The Rise of the Meritocracy

The Rise of the Meritocracy
A blue background with simple line drawings on top of a man smiling and the caption 1870–2033
Cover of the Pelican Books edition
AuthorMichael Young
CountryUnited Kingdom
LanguageEnglish
GenreDystopia, political fiction
Publication date
1958

The Rise of the Meritocracy is a book by British sociologist and politician Michael Dunlop Young which was first published in 1958.[1] It describes a dystopian society in a future United Kingdom in which intelligence and merit have become the central tenet of society, replacing previous divisions of social class and creating a society stratified between a meritorious power-holding elite and a disenfranchised underclass of the less meritorious. The essay satirised the Tripartite System of education that was being practised at the time.[2] The narrative of the book ends in 2034 with a revolt against the meritocratic elite by the "Populist Party". [3]

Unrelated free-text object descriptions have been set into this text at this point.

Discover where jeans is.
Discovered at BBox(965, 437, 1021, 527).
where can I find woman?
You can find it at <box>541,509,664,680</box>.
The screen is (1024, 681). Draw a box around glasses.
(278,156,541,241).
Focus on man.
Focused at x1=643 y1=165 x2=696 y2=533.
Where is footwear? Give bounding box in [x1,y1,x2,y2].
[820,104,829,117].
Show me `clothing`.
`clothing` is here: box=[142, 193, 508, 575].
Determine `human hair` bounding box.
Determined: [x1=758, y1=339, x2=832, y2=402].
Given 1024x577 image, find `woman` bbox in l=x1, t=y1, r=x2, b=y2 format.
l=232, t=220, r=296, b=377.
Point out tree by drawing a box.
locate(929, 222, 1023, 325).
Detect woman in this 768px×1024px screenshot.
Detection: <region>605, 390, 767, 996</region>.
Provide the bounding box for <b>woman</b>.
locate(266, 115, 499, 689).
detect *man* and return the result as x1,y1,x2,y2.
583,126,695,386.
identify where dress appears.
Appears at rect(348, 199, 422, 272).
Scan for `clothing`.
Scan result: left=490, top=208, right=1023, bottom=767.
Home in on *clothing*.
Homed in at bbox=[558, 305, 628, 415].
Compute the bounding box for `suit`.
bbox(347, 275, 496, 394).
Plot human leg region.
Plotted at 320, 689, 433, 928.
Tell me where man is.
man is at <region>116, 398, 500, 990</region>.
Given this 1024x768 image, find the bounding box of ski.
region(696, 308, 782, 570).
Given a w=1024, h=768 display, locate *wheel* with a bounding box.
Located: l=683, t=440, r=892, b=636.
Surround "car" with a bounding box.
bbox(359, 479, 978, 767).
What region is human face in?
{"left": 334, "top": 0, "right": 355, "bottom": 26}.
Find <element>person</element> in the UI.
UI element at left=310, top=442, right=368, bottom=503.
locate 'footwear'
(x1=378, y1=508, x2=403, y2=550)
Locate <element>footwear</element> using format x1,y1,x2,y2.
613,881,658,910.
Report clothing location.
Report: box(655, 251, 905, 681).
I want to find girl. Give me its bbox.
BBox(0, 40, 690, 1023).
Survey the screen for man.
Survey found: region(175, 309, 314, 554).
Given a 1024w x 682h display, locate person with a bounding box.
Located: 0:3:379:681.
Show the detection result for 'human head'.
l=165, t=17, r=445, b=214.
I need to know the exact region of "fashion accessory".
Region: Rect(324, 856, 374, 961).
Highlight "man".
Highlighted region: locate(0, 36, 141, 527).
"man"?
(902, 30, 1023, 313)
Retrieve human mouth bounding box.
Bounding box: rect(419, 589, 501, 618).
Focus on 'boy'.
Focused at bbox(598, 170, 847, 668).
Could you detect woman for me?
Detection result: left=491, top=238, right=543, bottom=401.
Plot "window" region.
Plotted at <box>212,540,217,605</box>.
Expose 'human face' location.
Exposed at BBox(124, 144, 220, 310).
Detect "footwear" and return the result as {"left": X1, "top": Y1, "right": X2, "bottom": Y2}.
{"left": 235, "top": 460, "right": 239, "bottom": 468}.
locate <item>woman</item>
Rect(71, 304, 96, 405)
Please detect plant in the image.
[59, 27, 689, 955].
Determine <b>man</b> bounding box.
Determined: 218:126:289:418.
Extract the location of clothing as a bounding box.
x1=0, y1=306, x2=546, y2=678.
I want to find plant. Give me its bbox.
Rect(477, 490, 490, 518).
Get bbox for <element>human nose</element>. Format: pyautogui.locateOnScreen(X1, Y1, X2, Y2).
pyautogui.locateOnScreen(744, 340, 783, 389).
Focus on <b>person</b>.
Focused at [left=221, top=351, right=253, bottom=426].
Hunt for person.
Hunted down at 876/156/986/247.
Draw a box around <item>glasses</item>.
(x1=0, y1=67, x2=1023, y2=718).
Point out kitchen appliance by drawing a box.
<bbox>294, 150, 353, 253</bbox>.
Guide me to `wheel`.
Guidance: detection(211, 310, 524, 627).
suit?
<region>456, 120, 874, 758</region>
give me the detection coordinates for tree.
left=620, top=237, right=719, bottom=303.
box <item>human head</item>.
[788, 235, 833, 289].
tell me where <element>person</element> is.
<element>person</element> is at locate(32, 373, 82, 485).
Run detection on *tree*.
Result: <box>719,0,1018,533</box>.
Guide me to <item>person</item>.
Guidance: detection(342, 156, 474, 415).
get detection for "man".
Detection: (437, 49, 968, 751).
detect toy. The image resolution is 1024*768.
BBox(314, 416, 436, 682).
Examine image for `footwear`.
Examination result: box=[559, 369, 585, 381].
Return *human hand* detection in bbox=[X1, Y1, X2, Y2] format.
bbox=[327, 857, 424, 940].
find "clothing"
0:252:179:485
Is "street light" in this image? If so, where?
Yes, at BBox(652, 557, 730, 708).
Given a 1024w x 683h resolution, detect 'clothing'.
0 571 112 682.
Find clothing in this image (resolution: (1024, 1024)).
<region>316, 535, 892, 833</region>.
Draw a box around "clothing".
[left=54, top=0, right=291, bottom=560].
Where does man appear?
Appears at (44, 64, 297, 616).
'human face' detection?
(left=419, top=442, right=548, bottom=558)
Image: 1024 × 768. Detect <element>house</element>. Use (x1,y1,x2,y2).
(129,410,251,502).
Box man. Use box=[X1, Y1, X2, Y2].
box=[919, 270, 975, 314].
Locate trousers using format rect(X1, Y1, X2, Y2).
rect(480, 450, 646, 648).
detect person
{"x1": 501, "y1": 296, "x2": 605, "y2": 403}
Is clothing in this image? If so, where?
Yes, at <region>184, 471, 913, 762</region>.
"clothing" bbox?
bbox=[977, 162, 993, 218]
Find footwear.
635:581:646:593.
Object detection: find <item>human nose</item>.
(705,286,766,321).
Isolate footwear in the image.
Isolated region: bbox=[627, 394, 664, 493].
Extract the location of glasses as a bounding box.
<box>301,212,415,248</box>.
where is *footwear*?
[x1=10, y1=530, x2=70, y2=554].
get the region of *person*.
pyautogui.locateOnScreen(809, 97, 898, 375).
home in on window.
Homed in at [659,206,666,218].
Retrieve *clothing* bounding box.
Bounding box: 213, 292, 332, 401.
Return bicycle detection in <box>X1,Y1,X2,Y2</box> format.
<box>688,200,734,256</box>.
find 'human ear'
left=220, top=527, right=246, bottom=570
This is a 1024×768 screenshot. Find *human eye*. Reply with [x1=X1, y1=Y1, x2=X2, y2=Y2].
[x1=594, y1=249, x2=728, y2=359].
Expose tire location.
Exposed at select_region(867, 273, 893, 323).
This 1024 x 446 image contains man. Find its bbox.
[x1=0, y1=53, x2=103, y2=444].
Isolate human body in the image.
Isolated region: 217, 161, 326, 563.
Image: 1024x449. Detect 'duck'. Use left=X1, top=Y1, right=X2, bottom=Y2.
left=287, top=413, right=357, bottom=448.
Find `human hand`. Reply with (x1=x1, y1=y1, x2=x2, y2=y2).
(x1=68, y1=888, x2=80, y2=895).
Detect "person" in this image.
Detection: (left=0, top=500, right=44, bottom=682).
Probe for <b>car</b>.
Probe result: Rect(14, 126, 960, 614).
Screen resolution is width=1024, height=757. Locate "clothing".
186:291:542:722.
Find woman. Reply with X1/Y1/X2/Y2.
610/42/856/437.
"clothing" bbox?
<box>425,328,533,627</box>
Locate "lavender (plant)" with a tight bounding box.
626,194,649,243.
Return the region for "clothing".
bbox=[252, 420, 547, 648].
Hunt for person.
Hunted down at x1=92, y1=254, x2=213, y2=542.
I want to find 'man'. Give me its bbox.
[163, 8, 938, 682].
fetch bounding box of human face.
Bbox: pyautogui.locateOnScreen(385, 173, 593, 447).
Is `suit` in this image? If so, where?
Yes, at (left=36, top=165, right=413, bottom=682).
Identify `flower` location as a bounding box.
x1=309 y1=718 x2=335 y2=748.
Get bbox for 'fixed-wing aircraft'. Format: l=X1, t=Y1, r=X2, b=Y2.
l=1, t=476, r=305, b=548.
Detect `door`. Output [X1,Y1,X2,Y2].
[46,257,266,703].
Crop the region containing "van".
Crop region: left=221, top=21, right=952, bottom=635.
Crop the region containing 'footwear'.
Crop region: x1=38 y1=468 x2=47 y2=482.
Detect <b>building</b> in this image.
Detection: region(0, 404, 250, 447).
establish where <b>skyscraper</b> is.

The book was rejected by the Fabian Society and then by 11 publishers before being accepted by Thames and Hudson.[4]

Meritocracy is the political philosophy in which political influence is assigned largely according to the intellectual talent and achievement of the individual. The word is formed by combining the Latin root "mereō" and Ancient Greek suffix "cracy". In his essay, Michael Young describes and ridicules such a society, the selective education system that was the Tripartite System, and the philosophy in general.[2] Michael Young is widely credited with coining the term "meritocracy" in the essay,[1] but it was first used (pejoratively) by sociologist Alan Fox in 1956.[5]

The word was adopted into the English language with none of the negative connotations that Young intended it to have and was embraced by supporters of the philosophy. Young expressed his disappointment in the embrace of this word and philosophy by the Labour Party under Tony Blair in The Guardian in an article in 2001, where he states:

It is good sense to appoint individual people to jobs on their merit. It is the opposite when those who are judged to have merit of a particular kind harden into a new social class without room in it for others.[2]

Journalist and writer Paul Barker points out that "irony is a dangerous freight to carry" and suggests that in the 1960s and '70s it was read "as a simple attack on the rampant meritocrats", whereas he suggests it should be read "as sociological analysis in the form of satire".[6]

  1. ^ a b Fox, Margalit (25 January 2002). "Michael Young, 86, Scholar; Coined, Mocked 'Meritocracy'". New York Times. Retrieved 11 July 2018.
  2. ^ a b c Young, Michael (28 June 2001). "Down with meritocracy". The Guardian. Retrieved 27 April 2017.
  3. ^ Young, Michael D (1958). The Rise of the Meritocracy. London.: Thames & Hudson.
  4. ^ Obituary: Lord Young of Dartington, The Guardian 16 January 2002
  5. ^ Littler, Jo (2018). Against Meritocracy: Culture, Power, and Myths of Mobility. Milton Park, Abingdon, Oxon: Routledge. p. 32. ISBN 978-1-138-88954-5.
  6. ^ Barker, Paul (2005) [1995]. "The Ups and Downs of the Meritocracy". In Geoff Dench; et al. (eds.). Young at Eighty. London: Carcanet. p. 158. ISBN 9781857542431. Retrieved Mar 5, 2016.